It is a fabulous, fiery, black-clouded dross: captains and
cutlasses, castles, maidens, daggers, danger; calls to arms,
imagined loves, plaints and howls of injustice. 'Never did a
publication create a greater scandal,' Borel said, 'because it was
a book written heart and soul, with no thought of anything else,
and stuffed with gall and suffering'. It was not reviewed. Now it
is back.
In The Little Sublime Comedy John Gallas reanimates one of the
great works of world literature for the twenty-first century.
Relocated from medieval Italy to modern-day New Zealand, Dante's
Divine Comedy is given a new lease of life in Gallas's darkly
funny, surreal adaptation. Discovered snoozing on a mountainside
above Lake Rotoiti, Mr Gallas - our millennial Dante - is taken
under the wing by his Horatian guide, one Samuel Beckett. Over the
course of 147 `songs' we accompany the pair on their journey
through the Bad Place, the Better Place and the Good Place, and
witness the horrors and delights that befall the dead. On our way
we encounter a skiing Pohutukawa Tree, a Golden Kiwi, Lineout the
dog, a Vegetable Ewe, souls falling off things, Philosophy, and
lots of bright, coloured lights. Divine order is replaced by modern
Physics, by Klein bottles, super-speeds and black holes. Gallas's
Comedy is a metaphysical plunge through torment and triumph, as
subtly satirical as it is unsubtly silly.
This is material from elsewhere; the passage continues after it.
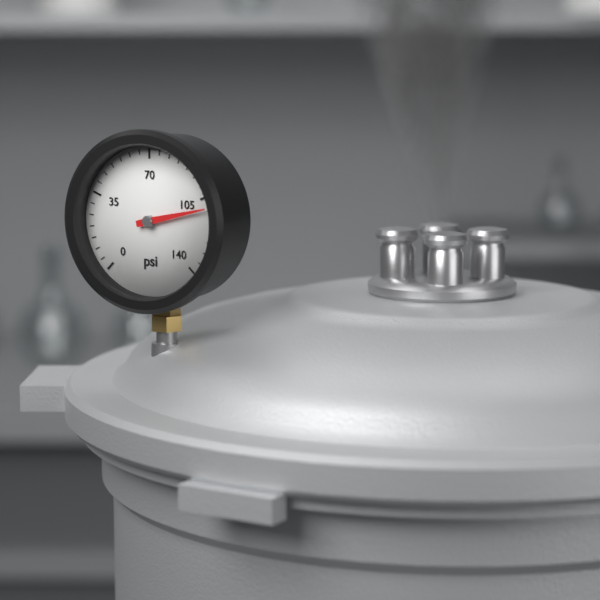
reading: 110 psi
Clifford Harper illustrates John Gallas's ballad poem about the
life and times of the Italian anarchist Santo Caserio, a baker who
assassinated the French President, a little man who tried to change
things and got his head chopped off. The drawings are a homage to
the work of Frans Masereel, and accompany perfectly the ballad
verse. Agraphia is Harper's own publishing imprint, and as you'd
expect, the books are exquisitely designed, illustrated and
printed. Includes a biographical sketch, by Harper, of Caserio.